Make strategies for attracting targeted leads

Nothing is more frustrating than seeing your website unachieved targeted leads, on the umpteenth page of Google, despite your continued efforts. Go through this blog and attract targeted leads.

Make strategies for attracting targeted leads

This post is a step-by-step guide to improving your website Google rankings quickly in order to ensure that you can attract targeted leads. It’s the only fast SEO tactic that I know of. If you’ve never done it before, there may be huge opportunities to improve your website rankings and your targeted leads. The key is in your Analytics.

The goal is to find a keyphrase that you’re already ranking for and setting targeted audience, but not ranking that high. If you can find these phrases, you can find the corresponding page which may show your leads conversion rate. If you can find the page that’s ranking, you can better optimize it for the phrase and watch the rank jump and increased target conversions. Make sense? Here’s the summary again, then we’ll go into detail.

  1. Find the phrases for which you almost rank high and becomes suitable for your targeted customers.
  2. Find the page in Google search results. Confirm the ranking.
  3. Next, improve the page by better indicating the relevance for the phrase.
  4. Check back and see if it worked.

1. Take a look at the “Queries” report

First, let’s find the phrases that you’re almost used to on your website. It’s in Google Analytics in this report: Acquisition > Search Console > Queries.

This report shows:

  1. all the phrases you rank for
  2. the number of times you’ve appeared in Google (impressions)
  3. the number of times your pages have been visited from these phrases (clicks)
  4. how high you rank for the phrase (average position).

2. Set an advanced filter

We’re looking for phrases that already rank in Google, but could use improvement. We need to use an Advanced Filter to find just the phrases for which we rank high, but not too high.The idea is that a page that ranks greater than 10 is high on page two. This assumes that there are 10 organic search listings on page one, which really isn’t the case, but it’s close enough for us to make this work.

3. Sort the report by rankings

Click the column header “Average Position” to sort the report. Actually, you’ll have to click it twice so you can see the 11s at the top.

ProTip! Make an Analytics “Shortcut”

Save your filtered, sorted Queries report as a shortcut. This will make it easier to get to next time. Just click the “Shortcut” link above the report, name it and click OK. Now the report will be available anytime in the left side navigation of Google Analytics.

4. Dig through this list, find phrases and confirm the rankings

You’ll quickly notice that this report shows some strange phrases. Things that seem irrelevant. Don’t worry about them. Every site ranks for unrelated phrases. Just ignore them and keep looking. Ideally, you’ll find some buyer-related keyphrases. Remember, there are two kinds of keywords…

1. Question Marks

Phrases entered by people who are researching a problem, without yet knowing how they want to solve it. Example: “why does cold water hurt my teeth?”

2.Dollar Signs

Phrases entered by people who know how they want to solve their problem and are looking for a presumed solution. They are often ready to spend money. Example: “emergency dentist chicago”

5. Confirm your rankings

Start searching for the phrases in Google to confirm your rankings. Now you’ll notice that the “average position” really isn’t the same as rankings. Sometimes, you’ll see yourself ranking higher than the report suggests. Other times, you won’t see your site at all. There are a lot of reasons for the discrepancies.

  1. Your site may have more than one page that ranks for the phrase.
  2. Your site may rank in image search results.
  3. Your site may rank differently today than the average ranking across the date range in the report.
  4. Your search results may be personalized for you based on your location, browsing history, etc.

6. Check to see how the phrase is used on the page

Now we want to see how well the page was optimized for the phrase. 

  1. Does the phrase appear on the page?
  2. Does it appear all together, or is it broken up?
  3. Where does it appear? In the title, header and body text?
  4. How many times is it used in each location?

If the phrase isn’t in the title, header and body text, then this page wasn’t really optimized. The Google rankings were accidental. Find that the page isn’t well optimized? Great! But first…

7. Improve the page and indicate the relevance for the phrase

Search engine optimization is all about indicating relevance. We indicate relevance using on-page SEO best practices, which we’ll summarize here.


▶ _TO DO_
Line filter on the word "true": copy each matching line from the entries.

■ ■ ■ ■ ■ ■ ■

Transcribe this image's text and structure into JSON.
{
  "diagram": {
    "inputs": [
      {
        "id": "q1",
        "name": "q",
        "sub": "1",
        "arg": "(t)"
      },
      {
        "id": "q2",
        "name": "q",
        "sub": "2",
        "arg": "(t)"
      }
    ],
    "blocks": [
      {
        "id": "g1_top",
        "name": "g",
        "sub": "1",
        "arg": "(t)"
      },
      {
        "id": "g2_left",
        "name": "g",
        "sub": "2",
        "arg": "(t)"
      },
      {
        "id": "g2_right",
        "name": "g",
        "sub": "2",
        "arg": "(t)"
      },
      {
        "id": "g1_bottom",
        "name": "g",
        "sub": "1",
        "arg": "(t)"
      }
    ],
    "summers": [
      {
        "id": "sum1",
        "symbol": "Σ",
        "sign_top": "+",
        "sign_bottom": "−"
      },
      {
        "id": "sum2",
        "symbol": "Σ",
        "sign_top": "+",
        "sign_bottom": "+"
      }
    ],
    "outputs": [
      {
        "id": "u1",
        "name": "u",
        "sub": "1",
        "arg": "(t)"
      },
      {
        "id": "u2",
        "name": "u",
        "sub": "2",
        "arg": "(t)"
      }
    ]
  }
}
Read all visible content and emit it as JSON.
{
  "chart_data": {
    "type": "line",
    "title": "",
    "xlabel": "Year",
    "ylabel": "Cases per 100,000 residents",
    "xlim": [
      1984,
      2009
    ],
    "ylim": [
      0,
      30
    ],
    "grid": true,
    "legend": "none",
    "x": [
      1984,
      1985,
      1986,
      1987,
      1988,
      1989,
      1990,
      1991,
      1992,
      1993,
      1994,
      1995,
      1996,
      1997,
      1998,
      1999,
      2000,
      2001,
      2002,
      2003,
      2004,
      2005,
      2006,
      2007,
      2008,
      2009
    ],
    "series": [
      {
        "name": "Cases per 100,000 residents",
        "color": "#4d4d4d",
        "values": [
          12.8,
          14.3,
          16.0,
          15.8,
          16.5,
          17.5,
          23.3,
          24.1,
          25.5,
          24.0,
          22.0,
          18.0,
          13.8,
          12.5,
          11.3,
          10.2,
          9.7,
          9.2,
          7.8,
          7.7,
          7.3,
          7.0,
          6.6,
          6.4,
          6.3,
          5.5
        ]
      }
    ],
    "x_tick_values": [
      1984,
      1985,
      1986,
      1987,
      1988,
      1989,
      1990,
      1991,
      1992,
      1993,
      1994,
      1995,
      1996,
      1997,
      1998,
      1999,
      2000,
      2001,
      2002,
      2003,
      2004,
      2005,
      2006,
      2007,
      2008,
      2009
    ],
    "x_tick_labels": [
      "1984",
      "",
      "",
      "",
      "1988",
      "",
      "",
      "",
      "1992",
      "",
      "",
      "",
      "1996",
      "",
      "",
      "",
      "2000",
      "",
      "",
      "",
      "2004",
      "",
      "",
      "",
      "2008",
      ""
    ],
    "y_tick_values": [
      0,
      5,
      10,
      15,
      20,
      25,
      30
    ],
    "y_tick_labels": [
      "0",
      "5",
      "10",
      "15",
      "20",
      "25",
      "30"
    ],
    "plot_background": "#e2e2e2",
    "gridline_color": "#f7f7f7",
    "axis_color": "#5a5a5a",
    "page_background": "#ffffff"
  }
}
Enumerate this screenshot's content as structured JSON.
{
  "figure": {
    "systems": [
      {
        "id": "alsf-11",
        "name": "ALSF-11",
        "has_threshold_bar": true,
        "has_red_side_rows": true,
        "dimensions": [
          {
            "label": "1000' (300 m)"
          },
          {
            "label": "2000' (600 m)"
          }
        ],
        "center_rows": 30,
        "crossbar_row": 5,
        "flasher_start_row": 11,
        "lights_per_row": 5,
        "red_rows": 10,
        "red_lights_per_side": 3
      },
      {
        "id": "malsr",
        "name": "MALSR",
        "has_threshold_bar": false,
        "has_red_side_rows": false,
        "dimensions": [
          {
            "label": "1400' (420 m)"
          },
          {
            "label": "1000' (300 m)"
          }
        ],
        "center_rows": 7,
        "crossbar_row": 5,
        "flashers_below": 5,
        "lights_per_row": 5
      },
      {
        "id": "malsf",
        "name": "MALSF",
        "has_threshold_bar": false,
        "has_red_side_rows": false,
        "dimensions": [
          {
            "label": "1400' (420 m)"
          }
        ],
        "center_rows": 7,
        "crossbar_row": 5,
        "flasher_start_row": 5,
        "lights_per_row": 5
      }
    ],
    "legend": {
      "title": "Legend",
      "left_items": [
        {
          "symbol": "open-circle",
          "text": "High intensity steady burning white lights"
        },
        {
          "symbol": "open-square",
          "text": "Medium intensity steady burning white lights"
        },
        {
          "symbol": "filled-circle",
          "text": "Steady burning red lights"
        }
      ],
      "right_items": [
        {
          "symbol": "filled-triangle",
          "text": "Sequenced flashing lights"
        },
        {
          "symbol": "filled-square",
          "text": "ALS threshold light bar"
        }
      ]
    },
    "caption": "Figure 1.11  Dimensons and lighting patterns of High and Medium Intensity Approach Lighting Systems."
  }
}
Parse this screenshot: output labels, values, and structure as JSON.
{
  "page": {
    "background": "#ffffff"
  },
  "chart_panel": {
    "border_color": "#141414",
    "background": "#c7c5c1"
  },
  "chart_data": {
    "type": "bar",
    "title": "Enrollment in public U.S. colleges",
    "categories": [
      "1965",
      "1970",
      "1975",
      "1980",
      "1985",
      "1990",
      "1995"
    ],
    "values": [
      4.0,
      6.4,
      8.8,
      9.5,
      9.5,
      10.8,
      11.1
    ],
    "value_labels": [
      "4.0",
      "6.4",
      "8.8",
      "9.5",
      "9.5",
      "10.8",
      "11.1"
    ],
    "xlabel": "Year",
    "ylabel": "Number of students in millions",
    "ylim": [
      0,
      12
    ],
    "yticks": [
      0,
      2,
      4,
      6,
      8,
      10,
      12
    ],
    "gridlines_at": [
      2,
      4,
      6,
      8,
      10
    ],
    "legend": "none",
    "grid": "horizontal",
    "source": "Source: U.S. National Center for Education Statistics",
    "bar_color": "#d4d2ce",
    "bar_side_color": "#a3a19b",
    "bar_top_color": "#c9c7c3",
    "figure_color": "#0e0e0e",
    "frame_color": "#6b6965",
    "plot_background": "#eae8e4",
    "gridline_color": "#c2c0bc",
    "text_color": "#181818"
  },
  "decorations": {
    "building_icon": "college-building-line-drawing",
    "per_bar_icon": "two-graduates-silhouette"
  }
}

■ ■ ■ ■ ■ ■ ■

▶ _YOUR RESPONSE_
    "grid": true,
        "has_threshold_bar": true,
        "has_red_side_rows": true,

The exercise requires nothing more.